The half century between 1885 and 1935 witnessed an unprecedented expansion of preventive and therapeutic services offered by the state through its local authorities. Behind the expansion in public services were also profound changes in attitudes toward poverty and dependency and toward the political and cultural significance of health; changes in social policy and administration; and changes in the understanding of the causes of disease. This book examines this time of change through the ideas and experiences of one prominent participant, Sir Arthur Newsholme. Professor Eyler draws particular attention to Newsholme's role in constructing a highly successful local health programme; his tenure as the Medical Officer of the Local Government Board in Whitehall where he launched some of its boldest programmes including national health insurance; his post-retirement studies of international health systems; and his statistical and epidemiological studies and their connection to his policy recommendations.

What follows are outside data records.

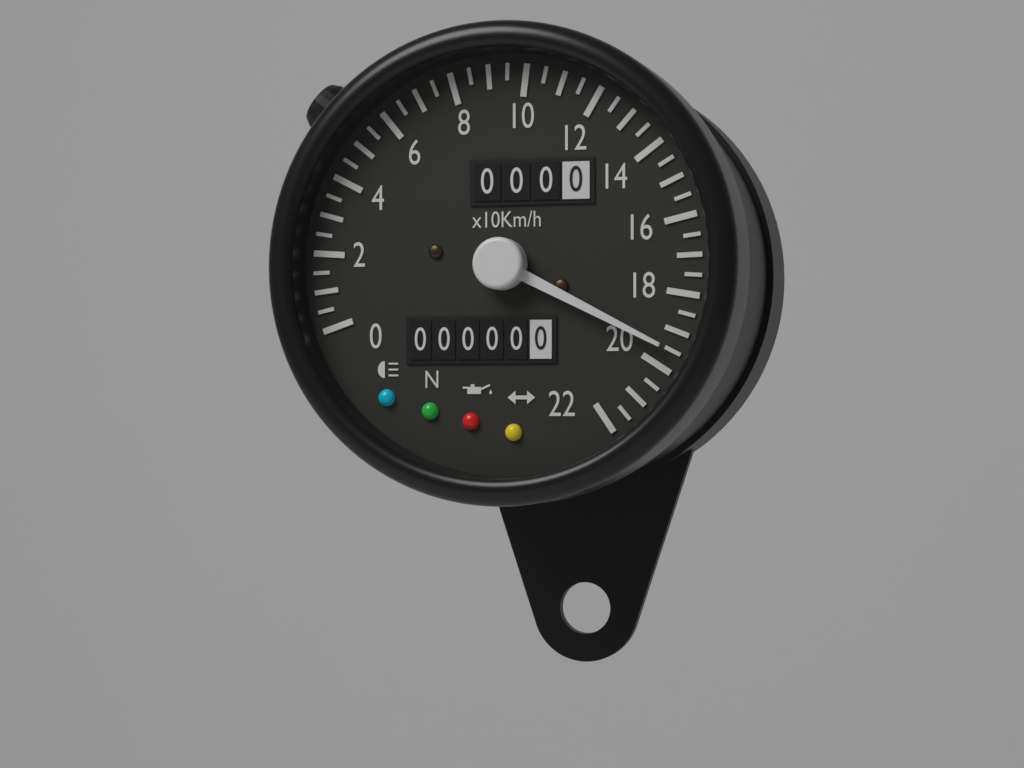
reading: 195 km/h
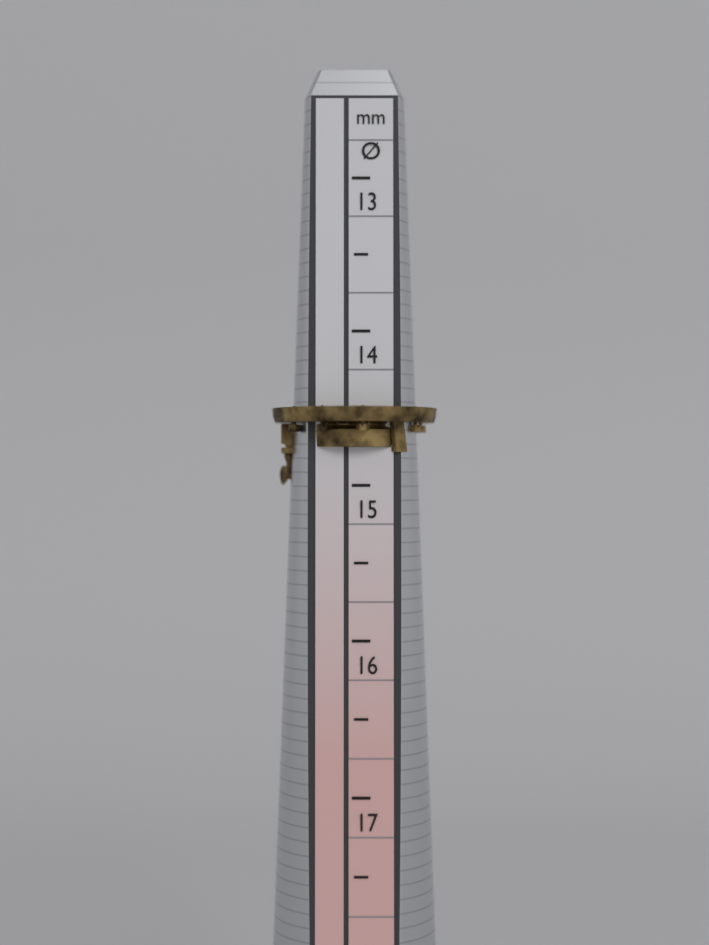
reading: 15.0 mm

‘John Eyler’s fine study of Sir Arthur Newsholme’s long career in both local and central sanitary administration provides an important analysis of the later period, from the establishment of bacteriology in the 1880s to the coming of National Health Insurance in 1911.’
W. F. Bynum - Wellcome Institute for the History of Medicine
‘John Eyler’s scholarship is second to none. This impeccable and comprehensive study of Sir Arthur Newsholme’s pioneering administrative and investigative work conclusively confirms what we have long suspected. Newsholme was the most impressive and dynamic leading figure in the British public health movement during the period in British history when public health was itself at its most dynamic … Once again, as with his previous, unsurpassable study of W. Farr’s work, we are all deeply indebted to John Eyler for an outstanding achievement of historical scholarship.’

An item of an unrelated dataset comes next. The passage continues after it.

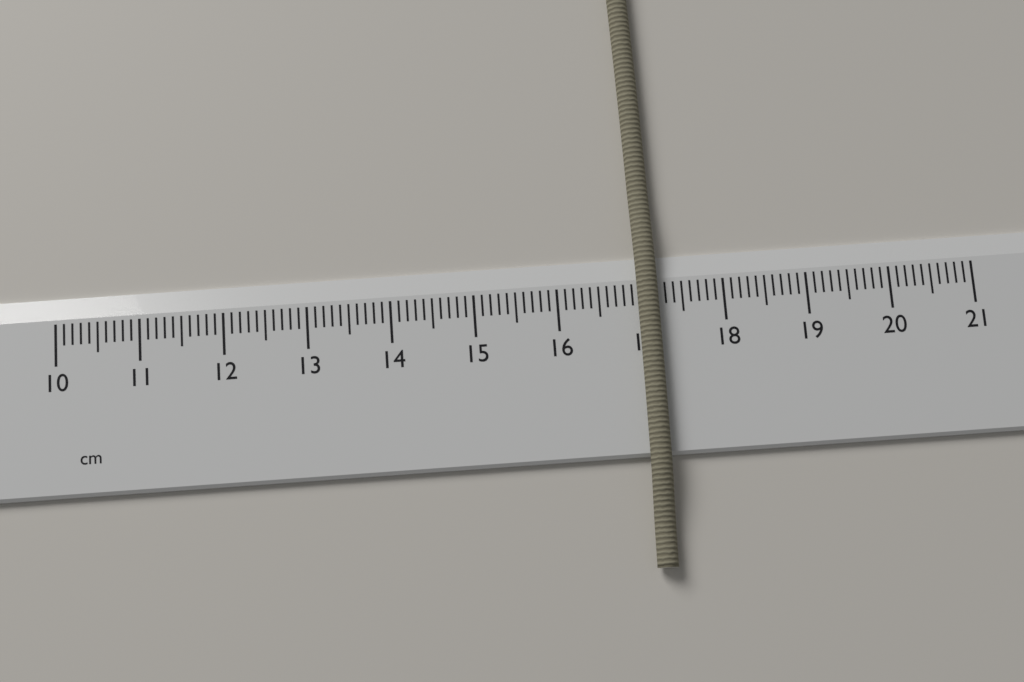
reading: 17.2 cm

Simon Szreter - University of Cambridge
‘Now, with John Eyler’s scholarly and comprehensive study, this major figure in the development of state medicine has received the biography he so richly merits. I know of no other work that so thoroughly documents the often thorny, often fruitful relationship between local and central public health administrations.’
Anthony S. Wohl - Vassar College
‘ … a worthy and careful contribution’.